Senators Reach Deal On A Bipartisan No Child Left Behind

Annual testing is here to stay, but many of No Child Left Behind's strictest provisions were dumped.

The two top senators on the committee dealing with education introduced a draft bill Tuesday that would overhaul No Child Left Behind, George W. Bush's controversial, and long-expired, education law.

The bill, introduced by Senators Lamar Alexander and Patty Murray, will retain a key portion of No Child Left Behind: federally mandated annual testing across all grades, with measures to make sure low-income and minority students are achieving growth. But it sheds much of the strict and often punitive federal oversight that was a hallmark of Bush's No Child Left Behind, such as requiring a set of dramatic interventions at low-performing schools, and instead gives significant leeway to states to design their own systems of accountability.

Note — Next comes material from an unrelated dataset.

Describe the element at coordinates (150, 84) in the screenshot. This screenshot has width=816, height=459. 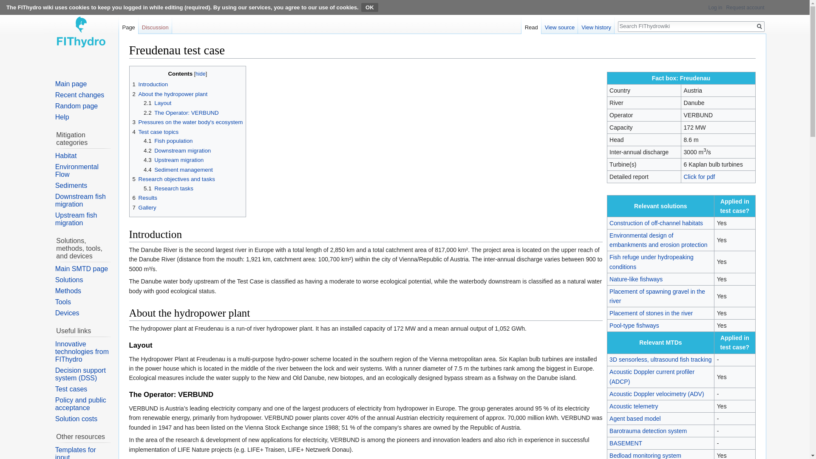
I see `1 Introduction` at that location.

Handing control over to state governments was the central part of an earlier, Republican-crafted version of the No Child Left Behind rewrite, and is an important victory for Alexander. Democrats had wanted to retain more federal control over education, with civil rights leaders particularly arguing that it was the federal government's responsibility to ensure that poor and minority students were being served by their schools.

The bill also makes a largely symbolic pass at the controversial Common Core standards, a nod to the many Republicans that oppose them. While the standards are and have always been implemented on a state level, the Senate proposal forbids the Education Department from forcing states to implement the standards.

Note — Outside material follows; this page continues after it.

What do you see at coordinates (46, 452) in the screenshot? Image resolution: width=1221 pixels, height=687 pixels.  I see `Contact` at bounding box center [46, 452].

The rewrite also makes significant concessions to Democrats. It eliminates a pet provision of Alexander's that would have allowed federal money meant for low-income school districts to follow students to the school of their choice. The Obama administration had essentially promised to veto a rewrite that included such a measure.

Legislators have tried — and failed — to rewrite No Child Left Behind, which went into effect in 2001, several times before. An attempt by Republicans to rewrite the so-called Elementary and Secondary Education Act flailed in the House. A vote was abruptly pulled from the floor after Republicans were unable to agree on the federal government's role in oversight.